+ and - 1 are too slow to be of much use unless the range is very short
(i.e. 1 to 10 with 10 being completely trusted, and 1 being completely
untrusted).  If we split the allocation between report and validation, we
could have +1 for success, +1 for validation (for a total of +2 for a
successful valid result), and -1 for error and -2 for invalid (for -1 for
each of the cases of unsuccessful and successful but invalid).  The invalid
punishment has to be -(success reward) + (whatever the punishment for an
invalid result should be - which is a negative number).  To make it
completely balanced, it would be 0.5 for reward for each of success and
valid, and -1 for unsuccessful and -1.5 for successful but invalid.

We also need to catch validation errors has has been proven by the ongoing
CUDA problem where CUDA cards start returning junk after a while and it
takes a computer reboot to correct the problem.

Which is the more stringent requirement depends on run times.  If a task
takes minutes to error out, the maximum # of tasks in progress is the more
stringent.  If it takes over a day / task, then the max # downloads is the
more stringent requirement.  Since the project should protect itself
against slow problems as well as fast problems, I am not completely certain
that is the right division.

Perhaps if a host is in state #2, we allow a per individual resource
allocation / day.  The allocation in state #2 should reduce as we become
more suspicious of the resource type.  If the host is in state #3, we allow
an allocation per resource type / day (preferably an allocation of one for
each of CPU and each GPU type).  If we know it is a problem, we are waiting
for the host to be fixed.

I would suggest that the punishment and quota be per resource type instead
of per host.  It is quite possible that the CPU is crunching merrily along
but the GPU is failing every task.  Of course, if there are two different
brands of GPU, each one could have different failure modes...

jm7


                                                                           
             Kevin Reed                                                    
             <[email protected]                                             
             m>                                                         To 
             Sent by:                  David Anderson                      
             <boinc_dev-bounce         <[email protected]>            
             [email protected]                                          cc 
             u>                        BOINC Developers Mailing List       
                                       <[email protected]>        
                                                                   Subject 
             05/26/2010 05:04          Re: [boinc_dev] host punishment     
             PM                        mechanism revisited                 
                                                                           
                                                                           
                                                                           
                                                                           
                                                                           
                                                                           





David,

I would suggest that there is three states for a host:

1) It has proven to be reliable
2) We are suspicious of it
3) We know it has a problem

If it is in state #1, then it should be allowed to compute without limit
If it is in state #2, then it should have a limit on the max number of
results it can have in progress for the app version
If it is in state #3, then it should have a limit on the max number of
results for the day that it can process

There would be a parameter that would be something like
<host_app_version_limit>X<host_app_version_limit>.  Each host has a
host_app_version value 'Y'.

Y is initialized for a new host to 50% of X
When a success result is returned Y is incremented by one until it reaches
X
When a error result is returned Y is decremented by one until it reaches X

When Y == X, then the host has no restrictions based on this value for the
# of results in progress it can have for app version
When Y == 1, then the host can only have one result per day for the app
version
When Y < X && Y > 1 then the host can have Y results in progress per
processing unit for the app_version

This mechanism will allow a computer to run an unlimited amount of work per
day as long as Y is greater than 1.  It just can't build up a large cache
unless Y==X.

This mechanism also should have a limited impact on the database as most
computers will be at either Y == 1 or Y == X so there will be few queries
to see how many results in progress there are.

Kevin Reed




From:        David Anderson <[email protected]>
To:          BOINC Developers Mailing List <[email protected]>
Date:        05/24/2010 02:03 PM
Subject:           host punishment mechanism revisited



The BOINC scheduler has a mechanism called "host punishment"
designed to deal with hosts that request an infinite sequence of jobs,
and either error out on them or never return them.

It works like this: there's a project parameter called "daily result
quota",
say 100.  Every host starts off with this quota.
If it returns an error or times out, the quota is decremented down to,
but not below, 1.  If it returns a valid result, the quota is doubled.
The idea is that faulty hosts are given 1 job per day
to see if they've been fixed.

Recently this mechanism was changed from per-project to per-app-version,
the idea being that a host might be erroring out on a GPU version
but not the CPU version.

However, the basic mechanism is somewhat flawed:

1) What if a fast host can do more than 100 jobs a day?
We could increase the default quota, but that would let bad hosts
trash that many more jobs.

2) It takes too long for a fixed host to ramp up its quota.

The bottom line: as long as a host is sending correct results,
it shouldn't have a daily quota at all.

---------

If anyone has ideas for how to change the host punishment mechanism,
please let me know.
I'll think about it and post a proposal at some point.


__BRIEF__
Below are the records; tally the lines in them that include the word "input" and reply with the number alone.

__DATA PROVIDED__
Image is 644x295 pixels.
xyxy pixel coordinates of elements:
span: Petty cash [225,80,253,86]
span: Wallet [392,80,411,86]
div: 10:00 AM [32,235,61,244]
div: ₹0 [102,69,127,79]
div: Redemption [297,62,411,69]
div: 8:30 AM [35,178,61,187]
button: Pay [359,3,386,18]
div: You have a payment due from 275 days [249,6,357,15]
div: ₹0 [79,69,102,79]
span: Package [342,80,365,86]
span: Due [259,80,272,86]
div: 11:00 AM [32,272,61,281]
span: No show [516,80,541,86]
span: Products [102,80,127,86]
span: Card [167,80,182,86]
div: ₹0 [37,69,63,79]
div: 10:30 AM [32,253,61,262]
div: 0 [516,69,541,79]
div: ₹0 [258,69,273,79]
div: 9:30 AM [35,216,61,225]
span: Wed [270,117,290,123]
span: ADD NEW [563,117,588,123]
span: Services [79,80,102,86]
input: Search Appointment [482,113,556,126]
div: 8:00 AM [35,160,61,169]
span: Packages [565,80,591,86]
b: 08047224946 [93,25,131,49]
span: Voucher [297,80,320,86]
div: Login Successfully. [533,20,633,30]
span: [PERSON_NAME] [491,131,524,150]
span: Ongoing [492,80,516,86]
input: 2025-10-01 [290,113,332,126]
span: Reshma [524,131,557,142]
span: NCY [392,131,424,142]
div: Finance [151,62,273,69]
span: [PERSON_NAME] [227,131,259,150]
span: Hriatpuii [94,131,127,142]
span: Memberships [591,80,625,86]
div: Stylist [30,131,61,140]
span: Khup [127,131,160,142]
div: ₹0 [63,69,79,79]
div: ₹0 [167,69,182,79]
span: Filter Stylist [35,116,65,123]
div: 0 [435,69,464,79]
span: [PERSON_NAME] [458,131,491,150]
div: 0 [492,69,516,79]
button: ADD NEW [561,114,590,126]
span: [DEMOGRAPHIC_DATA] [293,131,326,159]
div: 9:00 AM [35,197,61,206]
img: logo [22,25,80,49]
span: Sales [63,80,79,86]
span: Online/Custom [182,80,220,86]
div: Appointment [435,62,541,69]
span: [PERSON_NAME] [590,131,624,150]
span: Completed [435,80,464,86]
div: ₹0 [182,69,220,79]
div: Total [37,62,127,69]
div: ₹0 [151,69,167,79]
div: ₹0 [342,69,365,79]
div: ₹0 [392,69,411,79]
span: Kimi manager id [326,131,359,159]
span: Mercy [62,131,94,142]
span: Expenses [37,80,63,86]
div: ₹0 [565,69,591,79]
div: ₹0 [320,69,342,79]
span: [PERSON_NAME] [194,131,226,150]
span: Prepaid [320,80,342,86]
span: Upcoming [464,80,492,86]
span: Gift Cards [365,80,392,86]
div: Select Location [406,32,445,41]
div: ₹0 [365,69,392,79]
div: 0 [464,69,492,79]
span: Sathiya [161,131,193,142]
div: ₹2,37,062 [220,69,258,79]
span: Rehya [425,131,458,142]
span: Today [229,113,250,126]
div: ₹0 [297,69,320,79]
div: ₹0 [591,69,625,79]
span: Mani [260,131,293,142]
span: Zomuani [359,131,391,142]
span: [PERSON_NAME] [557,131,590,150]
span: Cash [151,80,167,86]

__SOLUTION__
2